Tag Archives: Emperor Constantine

The Place of Authority 2-6: The Constantinian Revolution Part 2-Councils, Canons and Creeds

Icon of the Council of Nicea

I mentioned in an early post (see the Place of Authority 2-3) that Christianity came into contact with the Greek culture and even though Christianity attempted to remain true to its Jewish roots, the questions and the terms of the dialogue were set by the Greek culture. The arguments and theology of early church leaders like Justin, Clement of Alexandria and Origen had conducted the debate with the surrounding culture in terms the culture was familiar with. Especially in the Eastern (Greek speaking) half of the church there was an emerging conflict between the philosophical ideas of what God should be like and various readings of Scripture. Remember that almost all of the early Christian leaders read the scriptures allegorically, and just as there are multiple ways of reading scripture today the early church had this struggle with this as well.

In 325 CE Emperor Constantine called the leaders of the early church together at Nicea, a city in modern day Turkey near Constantinople (Istanbul). Many of the issues dealt with were practical, having to do with which leaders and position would carry the greatest authority, how to readmit lapsed Christians, and how to elects individuals to fill the various leadership roles within the church. These were all essential tasks for an organization which had moved from being decentralized and rather small to a much more organized and broad church. It was within this meeting that some of the theological differences present came to the surface and had to be dealt with.

The controversy is named Arianism for a presbyter named Arius who found himself in conflict with the bishop of Alexandria (appropriately named Alexander) over the relation of Jesus and the Father. At the council of Nicea an Alexandrian controversy became a controversy that consumed the first council when a few convinced Arians, led by Eusebius of Nicomedia attempted to have the assembly rebuke Alexander for his condemnation of Arius’ teachings. At stake was whether the person of the Christ was divine with the Father or whether he was a created creature. Originally the assembly wanted to create a confession stringing together biblical texts, but they found it difficult to unmistakably refute Arianism using only scripture, but would eventually create a creed heavily dependent on a mixture of biblical and philosophical language to reject Arianism. This would be the beginning of the Nicene Creed (the Nicene Creed we use today would effectively be finished at the council of Constantinople in 381 CE but the first two paragraphs come from the Council of Nicea). This is the language agreed on in Nicea about Christ:

And in one Lord Jesus Christ, the Son of God, the only-begotten of the Father, that is, from the substance of the Father, God of God, light of light, true God of true God, begotten, not made, of one substance (homoousios) with the Father, through whom all things were made, both in heaven and on earth, who for us humans and for our salvation descended and became incarnate, becoming human, suffered and rose again on the third day, ascended to the heavens, and will come to judge the living and the dead.

The controversy was all about the person of Christ, and I find it interesting that the controversy stays there throughout this period and never moves to consider the work or the teaching of Christ. This creed, begun in a council called and presided over by an emperor not yet baptized, would be the one statement of faith that would be agreed upon by the Western and Eastern Church and would at a later point be a part of the controversy that would split the two, but that is a later story.

Even though the canon was not fixed at the Council of Nicea, as many people believe, the canon had taken the decisive shape by this point. Revelation and Hebrews would eventually gain enough acceptance to be viewed by most as a part of the New Testament. Yet the gospels and the letters of the New Testament began to be used more as a tool for theological ideas rather than understood in their own right. Christianity, like its predecessor Judaism, was moving on its own temple and monarchy trajectory-except now the temple was the church and the monarch was the Roman Emperor. Creeds would begin to become more influential than story, councils would become the interpreter of scriptures and although with the translation of the Bible in to Latin by Jerome made it available in the language of the Western half of the empire both illiteracy and the unavailability of copies of the scriptures in either the Greek or Latin would make the authority rest with the educated elite of both the ruling and clerical class.

There is certainly much to criticize about this era of Christianity’s struggle with authority from many people’s standpoints, especially as we find ourselves coming into a post-Christendom era (according to many commentators) but there is also much to admire. This was a time of theological giants: Athanasius, Eusebius of Caesarea, Athanasius, the Cappadocian Fathers (Basil the Great, Gregory of Nyssa and Gregory of Nazianzus), John Chrysostom, Jerome, Ambrose and perhaps the greatest of this group (from a Western Church perspective) Ambrose’s student Augustine of Hippo. The shape of the church in both the West and the East would be shaped for the next 1,000 years during this era. At the beginning of the fifth century the political climate would change as Rome’s loses its position as the sole imperial authority and we enter what is commonly called the Medieval Era. Much will be lost in the coming era, but the church will be the authority that many look to in the midst of the crisis Christianity will continue to spread throughout Europe, although in the Middle East and Africa a new player will emerge on the scene. It is to this era we will turn next.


_WHAT NEEDS TO BE DONE_
Retype every line of the records exactly.

_THE DATA_

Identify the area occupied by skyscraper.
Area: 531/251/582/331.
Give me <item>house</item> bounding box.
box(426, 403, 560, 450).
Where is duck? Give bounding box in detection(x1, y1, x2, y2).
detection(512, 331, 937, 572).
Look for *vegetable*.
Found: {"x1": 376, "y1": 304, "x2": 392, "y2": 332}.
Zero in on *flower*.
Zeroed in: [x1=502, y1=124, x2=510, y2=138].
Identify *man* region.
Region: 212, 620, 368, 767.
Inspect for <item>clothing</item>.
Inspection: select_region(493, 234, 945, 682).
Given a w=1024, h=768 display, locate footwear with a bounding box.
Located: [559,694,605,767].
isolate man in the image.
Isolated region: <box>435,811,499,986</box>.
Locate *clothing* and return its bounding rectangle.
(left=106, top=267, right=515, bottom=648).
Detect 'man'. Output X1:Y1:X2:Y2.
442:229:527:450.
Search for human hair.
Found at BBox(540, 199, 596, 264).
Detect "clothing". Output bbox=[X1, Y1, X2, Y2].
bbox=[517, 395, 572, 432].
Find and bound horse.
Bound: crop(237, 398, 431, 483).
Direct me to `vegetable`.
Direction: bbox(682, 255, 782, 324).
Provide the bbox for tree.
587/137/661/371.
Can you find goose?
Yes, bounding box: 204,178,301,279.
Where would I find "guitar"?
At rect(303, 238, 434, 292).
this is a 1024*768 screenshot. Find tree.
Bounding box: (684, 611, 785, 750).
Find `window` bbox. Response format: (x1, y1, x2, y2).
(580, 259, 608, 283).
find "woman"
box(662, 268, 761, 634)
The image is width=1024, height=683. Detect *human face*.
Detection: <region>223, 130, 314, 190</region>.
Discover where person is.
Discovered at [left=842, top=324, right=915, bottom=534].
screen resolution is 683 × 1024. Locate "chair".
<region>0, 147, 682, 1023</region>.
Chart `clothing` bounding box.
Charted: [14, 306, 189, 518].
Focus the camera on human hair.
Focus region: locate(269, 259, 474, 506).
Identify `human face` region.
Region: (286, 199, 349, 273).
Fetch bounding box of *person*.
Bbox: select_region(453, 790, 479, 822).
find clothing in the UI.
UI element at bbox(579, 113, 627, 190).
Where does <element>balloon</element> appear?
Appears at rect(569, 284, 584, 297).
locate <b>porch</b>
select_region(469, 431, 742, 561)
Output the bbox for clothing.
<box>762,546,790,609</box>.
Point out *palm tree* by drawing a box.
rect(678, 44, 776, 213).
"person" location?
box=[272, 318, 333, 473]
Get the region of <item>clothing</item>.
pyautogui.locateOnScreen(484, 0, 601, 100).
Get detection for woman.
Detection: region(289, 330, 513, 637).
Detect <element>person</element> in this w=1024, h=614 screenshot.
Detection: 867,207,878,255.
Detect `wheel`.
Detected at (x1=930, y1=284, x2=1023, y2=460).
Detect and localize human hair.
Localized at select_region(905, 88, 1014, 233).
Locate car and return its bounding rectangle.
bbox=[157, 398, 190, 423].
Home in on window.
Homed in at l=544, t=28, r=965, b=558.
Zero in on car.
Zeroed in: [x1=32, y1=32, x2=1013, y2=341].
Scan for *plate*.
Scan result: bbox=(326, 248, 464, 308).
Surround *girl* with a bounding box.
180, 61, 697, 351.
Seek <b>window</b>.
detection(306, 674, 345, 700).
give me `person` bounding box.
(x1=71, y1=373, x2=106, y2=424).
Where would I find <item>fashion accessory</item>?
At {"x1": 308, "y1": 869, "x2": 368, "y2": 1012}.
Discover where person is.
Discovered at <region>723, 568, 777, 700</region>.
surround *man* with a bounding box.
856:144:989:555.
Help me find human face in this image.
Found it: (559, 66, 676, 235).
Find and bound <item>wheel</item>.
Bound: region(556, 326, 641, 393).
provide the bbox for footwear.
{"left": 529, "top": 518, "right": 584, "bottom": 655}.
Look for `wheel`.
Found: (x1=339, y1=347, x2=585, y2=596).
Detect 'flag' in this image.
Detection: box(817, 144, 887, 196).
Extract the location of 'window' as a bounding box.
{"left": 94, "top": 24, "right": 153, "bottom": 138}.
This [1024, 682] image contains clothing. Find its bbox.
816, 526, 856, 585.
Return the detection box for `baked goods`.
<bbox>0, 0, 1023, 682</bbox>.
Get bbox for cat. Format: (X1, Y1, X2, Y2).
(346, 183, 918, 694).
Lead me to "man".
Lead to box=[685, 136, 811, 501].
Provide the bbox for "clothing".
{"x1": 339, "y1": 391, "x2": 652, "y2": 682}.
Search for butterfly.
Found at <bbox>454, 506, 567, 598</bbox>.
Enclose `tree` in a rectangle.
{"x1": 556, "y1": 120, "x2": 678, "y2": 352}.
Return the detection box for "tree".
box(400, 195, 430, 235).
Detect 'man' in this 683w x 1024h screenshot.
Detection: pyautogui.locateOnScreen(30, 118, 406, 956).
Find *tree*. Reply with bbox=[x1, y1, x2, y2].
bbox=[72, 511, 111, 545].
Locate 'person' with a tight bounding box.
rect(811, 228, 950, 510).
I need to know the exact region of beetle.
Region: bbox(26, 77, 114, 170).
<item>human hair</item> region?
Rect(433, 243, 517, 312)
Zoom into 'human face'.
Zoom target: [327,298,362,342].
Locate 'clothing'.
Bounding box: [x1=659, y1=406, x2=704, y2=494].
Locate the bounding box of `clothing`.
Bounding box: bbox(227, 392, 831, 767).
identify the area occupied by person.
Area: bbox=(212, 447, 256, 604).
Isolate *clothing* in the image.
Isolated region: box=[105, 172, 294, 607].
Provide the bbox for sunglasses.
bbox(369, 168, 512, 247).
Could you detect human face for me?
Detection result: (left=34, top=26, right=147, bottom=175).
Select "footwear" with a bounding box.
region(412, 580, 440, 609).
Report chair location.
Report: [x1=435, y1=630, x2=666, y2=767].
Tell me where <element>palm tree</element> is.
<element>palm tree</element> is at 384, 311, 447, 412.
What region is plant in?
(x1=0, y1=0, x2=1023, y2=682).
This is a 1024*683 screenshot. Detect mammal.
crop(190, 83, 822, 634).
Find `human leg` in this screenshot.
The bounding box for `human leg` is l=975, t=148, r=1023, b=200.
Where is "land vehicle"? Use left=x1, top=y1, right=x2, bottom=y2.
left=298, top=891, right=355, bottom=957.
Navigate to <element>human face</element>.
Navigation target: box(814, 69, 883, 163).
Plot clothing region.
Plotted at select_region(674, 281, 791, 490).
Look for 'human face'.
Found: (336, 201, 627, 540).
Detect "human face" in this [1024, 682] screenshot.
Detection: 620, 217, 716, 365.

_ANSWER AREA_
Identify the area occupied by skyscraper.
Area: 531/251/582/331.
Give me <item>house</item> bounding box.
box(426, 403, 560, 450).
Where is duck? Give bounding box in detection(x1, y1, x2, y2).
detection(512, 331, 937, 572).
Look for *vegetable*.
Found: {"x1": 376, "y1": 304, "x2": 392, "y2": 332}.
Zero in on *flower*.
Zeroed in: [x1=502, y1=124, x2=510, y2=138].
Identify *man* region.
Region: 212, 620, 368, 767.
Inspect for <item>clothing</item>.
Inspection: select_region(493, 234, 945, 682).
Given a w=1024, h=768 display, locate footwear with a bounding box.
Located: [559,694,605,767].
isolate man in the image.
Isolated region: <box>435,811,499,986</box>.
Locate *clothing* and return its bounding rectangle.
(left=106, top=267, right=515, bottom=648).
Detect 'man'. Output X1:Y1:X2:Y2.
442:229:527:450.
Search for human hair.
Found at BBox(540, 199, 596, 264).
Detect "clothing". Output bbox=[X1, Y1, X2, Y2].
bbox=[517, 395, 572, 432].
Find and bound horse.
Bound: crop(237, 398, 431, 483).
Direct me to `vegetable`.
Direction: bbox(682, 255, 782, 324).
Provide the bbox for tree.
587/137/661/371.
Can you find goose?
Yes, bounding box: 204,178,301,279.
Where would I find "guitar"?
At rect(303, 238, 434, 292).
this is a 1024*768 screenshot. Find tree.
Bounding box: (684, 611, 785, 750).
Find `window` bbox. Response format: (x1, y1, x2, y2).
(580, 259, 608, 283).
find "woman"
box(662, 268, 761, 634)
The image is width=1024, height=683. Detect *human face*.
Detection: <region>223, 130, 314, 190</region>.
Discover where person is.
Discovered at [left=842, top=324, right=915, bottom=534].
screen resolution is 683 × 1024. Locate "chair".
<region>0, 147, 682, 1023</region>.
Chart `clothing` bounding box.
Charted: [14, 306, 189, 518].
Focus the camera on human hair.
Focus region: locate(269, 259, 474, 506).
Identify `human face` region.
Region: (286, 199, 349, 273).
Fetch bounding box of *person*.
Bbox: select_region(453, 790, 479, 822).
find clothing in the UI.
UI element at bbox(579, 113, 627, 190).
Where does <element>balloon</element> appear?
Appears at rect(569, 284, 584, 297).
locate <b>porch</b>
select_region(469, 431, 742, 561)
Output the bbox for clothing.
<box>762,546,790,609</box>.
Point out *palm tree* by drawing a box.
rect(678, 44, 776, 213).
"person" location?
box=[272, 318, 333, 473]
Get the region of <item>clothing</item>.
pyautogui.locateOnScreen(484, 0, 601, 100).
Get detection for woman.
Detection: region(289, 330, 513, 637).
Detect <element>person</element> in this w=1024, h=614 screenshot.
Detection: 867,207,878,255.
Detect `wheel`.
Detected at (x1=930, y1=284, x2=1023, y2=460).
Detect and localize human hair.
Localized at select_region(905, 88, 1014, 233).
Locate car and return its bounding rectangle.
bbox=[157, 398, 190, 423].
Home in on window.
Homed in at l=544, t=28, r=965, b=558.
Zero in on car.
Zeroed in: [x1=32, y1=32, x2=1013, y2=341].
Scan for *plate*.
Scan result: bbox=(326, 248, 464, 308).
Surround *girl* with a bounding box.
180, 61, 697, 351.
Seek <b>window</b>.
detection(306, 674, 345, 700).
give me `person` bounding box.
(x1=71, y1=373, x2=106, y2=424).
Where would I find <item>fashion accessory</item>?
At {"x1": 308, "y1": 869, "x2": 368, "y2": 1012}.
Discover where person is.
Discovered at <region>723, 568, 777, 700</region>.
surround *man* with a bounding box.
856:144:989:555.
Help me find human face in this image.
Found it: (559, 66, 676, 235).
Find and bound <item>wheel</item>.
Bound: region(556, 326, 641, 393).
provide the bbox for footwear.
{"left": 529, "top": 518, "right": 584, "bottom": 655}.
Look for `wheel`.
Found: (x1=339, y1=347, x2=585, y2=596).
Detect 'flag' in this image.
Detection: box(817, 144, 887, 196).
Extract the location of 'window' as a bounding box.
{"left": 94, "top": 24, "right": 153, "bottom": 138}.
This [1024, 682] image contains clothing. Find its bbox.
816, 526, 856, 585.
Return the detection box for `baked goods`.
<bbox>0, 0, 1023, 682</bbox>.
Get bbox for cat. Format: (X1, Y1, X2, Y2).
(346, 183, 918, 694).
Lead me to "man".
Lead to box=[685, 136, 811, 501].
Provide the bbox for "clothing".
{"x1": 339, "y1": 391, "x2": 652, "y2": 682}.
Search for butterfly.
Found at <bbox>454, 506, 567, 598</bbox>.
Enclose `tree` in a rectangle.
{"x1": 556, "y1": 120, "x2": 678, "y2": 352}.
Return the detection box for "tree".
box(400, 195, 430, 235).
Detect 'man' in this 683w x 1024h screenshot.
Detection: pyautogui.locateOnScreen(30, 118, 406, 956).
Find *tree*. Reply with bbox=[x1, y1, x2, y2].
bbox=[72, 511, 111, 545].
Locate 'person' with a tight bounding box.
rect(811, 228, 950, 510).
I need to know the exact region of beetle.
Region: bbox(26, 77, 114, 170).
<item>human hair</item> region?
Rect(433, 243, 517, 312)
Zoom into 'human face'.
Zoom target: [327,298,362,342].
Locate 'clothing'.
Bounding box: [x1=659, y1=406, x2=704, y2=494].
Locate the bounding box of `clothing`.
Bounding box: bbox(227, 392, 831, 767).
identify the area occupied by person.
Area: bbox=(212, 447, 256, 604).
Isolate *clothing* in the image.
Isolated region: box=[105, 172, 294, 607].
Provide the bbox for sunglasses.
bbox(369, 168, 512, 247).
Could you detect human face for me?
Detection result: (left=34, top=26, right=147, bottom=175).
Select "footwear" with a bounding box.
region(412, 580, 440, 609).
Report chair location.
Report: [x1=435, y1=630, x2=666, y2=767].
Tell me where <element>palm tree</element> is.
<element>palm tree</element> is at 384, 311, 447, 412.
What region is plant in?
(x1=0, y1=0, x2=1023, y2=682).
This is a 1024*683 screenshot. Detect mammal.
crop(190, 83, 822, 634).
Find `human leg` in this screenshot.
The bounding box for `human leg` is l=975, t=148, r=1023, b=200.
Where is "land vehicle"? Use left=x1, top=y1, right=x2, bottom=y2.
left=298, top=891, right=355, bottom=957.
Navigate to <element>human face</element>.
Navigation target: box(814, 69, 883, 163).
Plot clothing region.
Plotted at select_region(674, 281, 791, 490).
Look for 'human face'.
Found: (336, 201, 627, 540).
Detect "human face" in this [1024, 682] screenshot.
Detection: 620, 217, 716, 365.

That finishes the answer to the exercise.